The Refrigerium describes a brief respite from Hell, where the departed are allowed a day in Heaven. Lewis accomplishes this through the idea of the Refrigerium, an idea propagated in a sermon by the English clergyman Jeremy Taylor. ∞vil can be undone, but it cannot develop into good. Īt the centre of The Great Divorce is the idea of a second chance, that those in Hell (or Purgatory, depending on their life choices) are given an opportunity to reject the wrong path, and return to the correct one. This does not mean that those who chose the wrong roads inevitably perish, but to be put back on the right path requires finding ones errors and correcting them. He argues we live in a world where all roads do not eventually lead to a common destination, a centre if you will, where some degree of good coexists with a tinge of evil instead, all roads diverge, leading to distinct destinations of good or evilwhere good and evil continually diverge, grow farther and farther apart: Good, as it ripens, becomes continually more different not only from evil but from other good, that is, where Good is definitively and categorically divorced from Evilwhere Heaven is divorced from Hell. Lewis declines to launch a full frontal attack on Blakes ideas–he isnt even convinced that he knew what Blake meant - but he does take issue with the idea that there may be a direct path between carnal desire and the spiritual, and by extension, between Heaven and Hell–that there is a way by which both alternatives can somehow be reconciled without a rejection of past sinful behavior, where mere development or adjustment or refinement will somehow turn evil into good without being called on for a final and total rejection of anything we should like to retain. Lewis categorically rejects these ideas. He says, Man has no Body distinct from his Soul Energy is the only life, and is from the Body.


According to the British Library, in The Marriage of Heaven and Hell, Blake develops the idea that the sensual world can lead to the spiritual, and that the repression of desire destroys the spirit. Blake, a celebrated artist and poet, supported the idea of spirituality, and was a fierce critic of organized religion. Lewis presents his allegory as a kind of counterpoint to William Blakes The Marriage of Heaven and Hell.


## [TASK]
Below are records. Transcribe exactly the lines from the one that contains "Find the location" through the last line, leaving any pictures out.
-.-.-
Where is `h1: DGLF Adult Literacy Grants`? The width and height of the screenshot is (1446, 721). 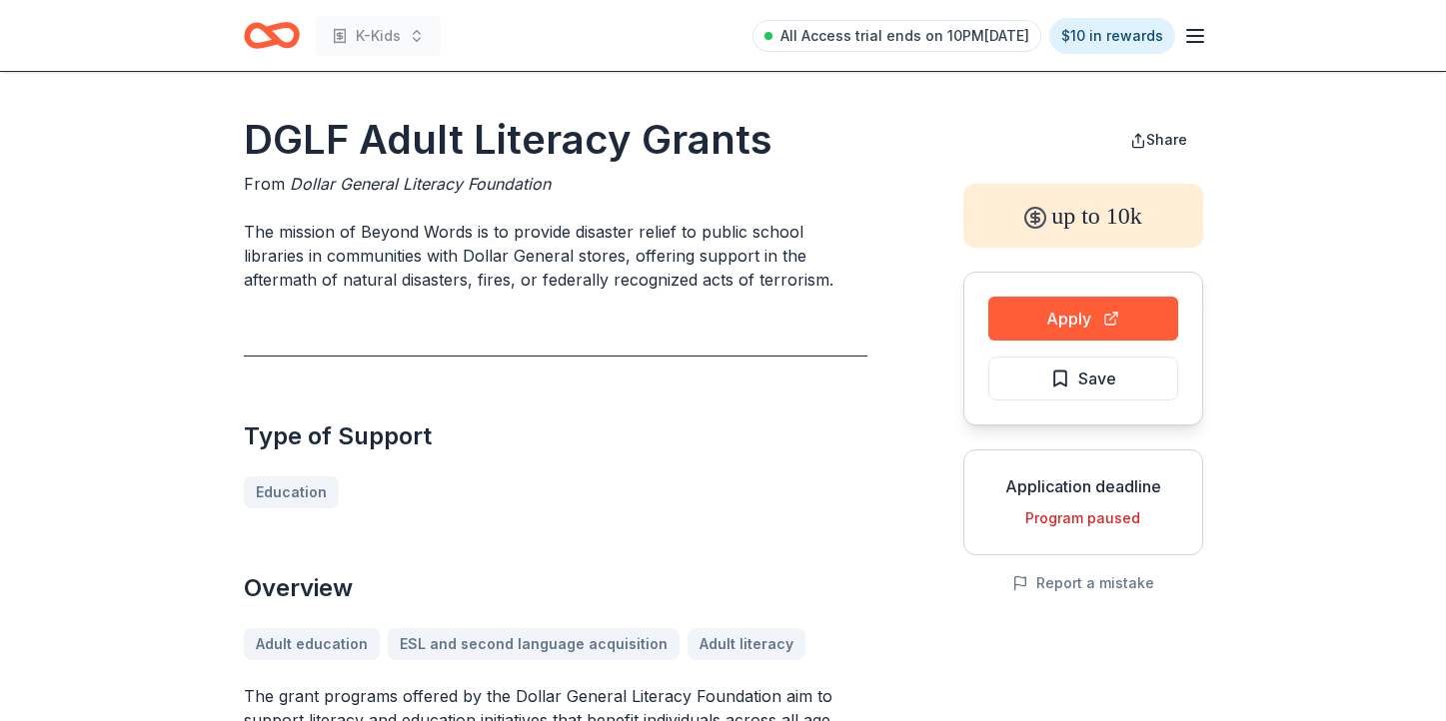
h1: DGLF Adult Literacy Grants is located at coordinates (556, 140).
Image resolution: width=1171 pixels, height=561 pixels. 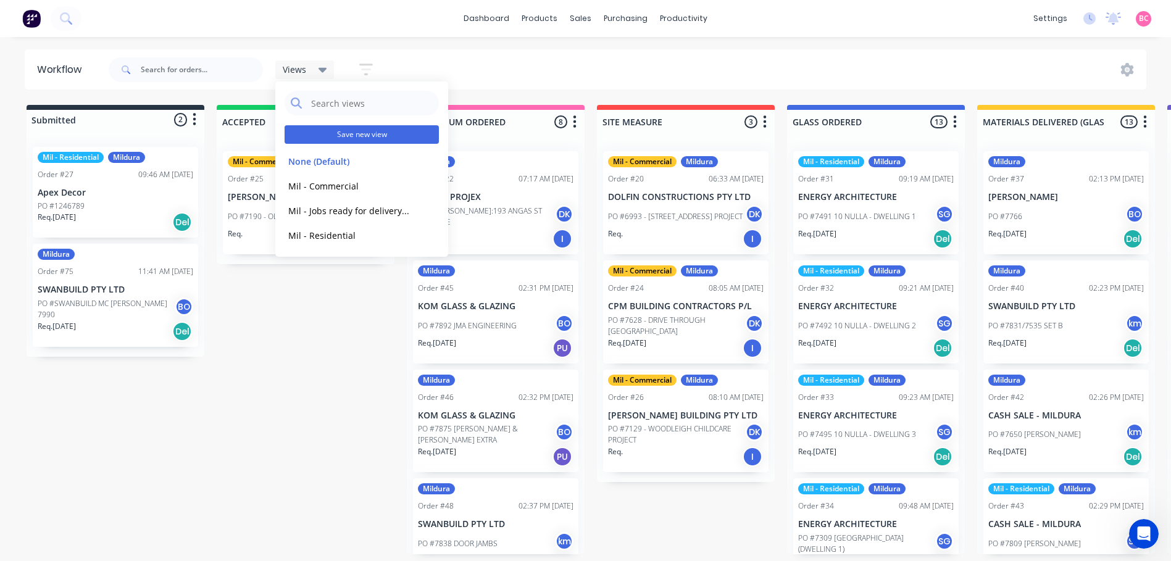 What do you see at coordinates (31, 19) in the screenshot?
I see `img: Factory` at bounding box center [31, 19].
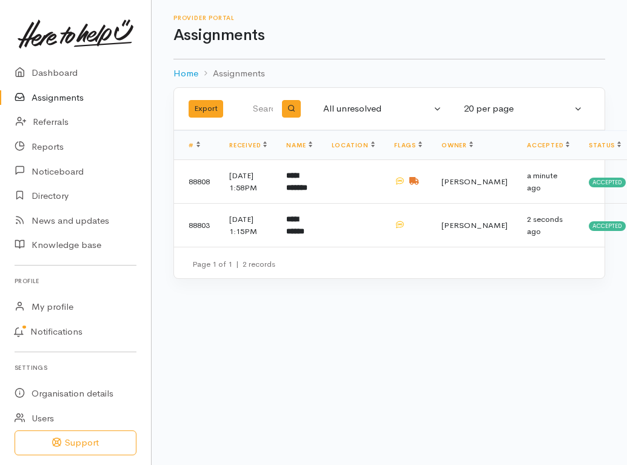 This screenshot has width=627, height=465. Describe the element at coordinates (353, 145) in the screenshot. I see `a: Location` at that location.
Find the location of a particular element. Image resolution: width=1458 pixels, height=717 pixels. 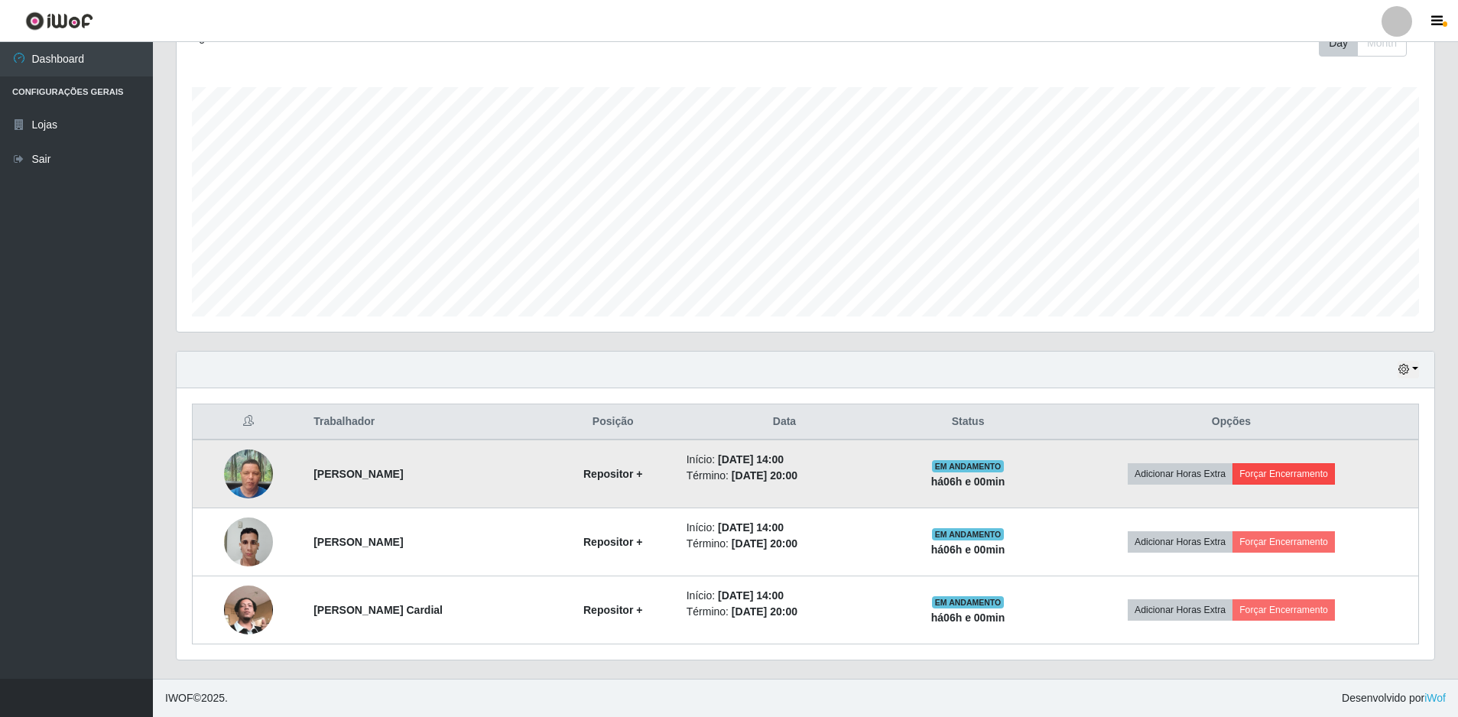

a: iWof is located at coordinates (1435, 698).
-.-.-
## [ANSWER TO THIS EXERCISE]
Find the location of a particular element. Image resolution: width=1458 pixels, height=717 pixels. 

a: iWof is located at coordinates (1435, 698).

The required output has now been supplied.